Throttling, Traffic Shaping, Traffic Shedding and Circuit Breakers in System Design
Brownout refers to the failure of a system under high load or unanticipated circumstances. Throttling, traffic shaping, traffic shedding and circuit breakers are techniques for maintaining system stability and averting these brownouts.
Throttling controls the rate or bandwidth at which an application processes requests, like a water tap controlling the rate of flow. By limiting the number of requests, throttling prevents system overloads, ensuring resource fairness and prioritization among users. However, when not configured correctly, throttling can lead to significant service response delays and system failures.
Traffic shaping not only controls the rate of requests but also manages the allocation of available resources.

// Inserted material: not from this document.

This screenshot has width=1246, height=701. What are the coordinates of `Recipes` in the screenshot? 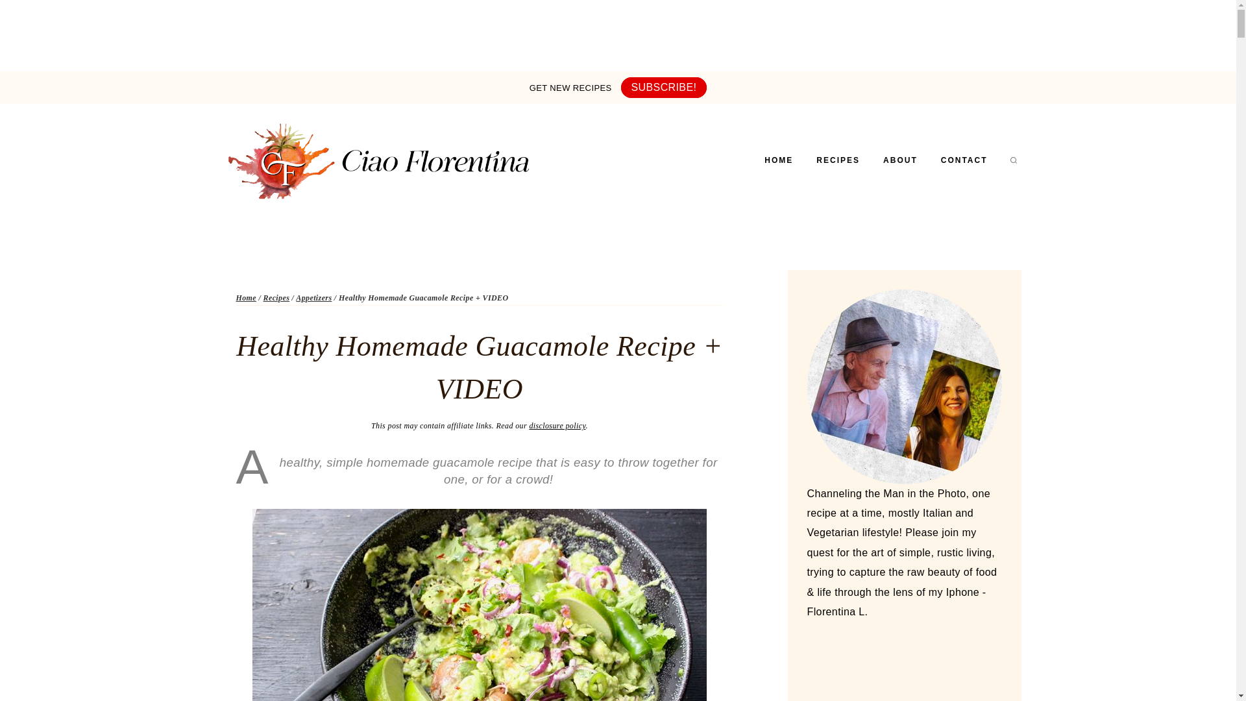 It's located at (276, 297).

It's like a traffic officer managing vehicle flow on a busy road. Traffic shaping might involve buffering (storing) excessive requests or delaying packets to smooth out traffic bursts, ensuring a steady flow of requests that the system can handle. This, however, may result in increased latency and service degradation.
Traffic shedding is essentially rejecting incoming requests when the system is under extreme load or imminent danger of failure. It is the last resort when all other defensive mechanisms fail or are inadequate to prevent system overload. Traffic shedding helps to maintain the system's availability by discarding non-critical tasks or low-priority requests, thereby freeing up resources for more critical operations. However, traffic shedding requires a sophisticated understanding of the system's priorities to minimize the impact on essential operations and user experience.
The Circuit Breaker pattern is a type of design pattern in software development used for detecting service failure and providing an alternate service or failing gracefully instead of waiting for a response. When a system encounters repeated service failures, the circuit breaker 'trips,' 'opens' the circuit, and the system will either return an error or redirect to a fallback service without delay. The circuit breaker helps prevent the system from continually attempting a likely-to-fail action, safeguarding the failing service from further overload by incoming requests.
Throttling and traffic shaping are more preventive, controlling and managing the flow of incoming requests, ensuring the system remains stable under varying loads. In contrast, traffic shedding and the circuit breaker pattern are more reactive, coming into play when the system is under extreme pressure or when a service becomes unresponsive or fails. Throttling and traffic shaping are the first lines of defense. If the load continues to increase and the system nears its limit, traffic shedding can discard less important requests. And if a service fails or becomes unresponsive, the circuit breaker steps in to prevent this failure from affecting the system's overall performance.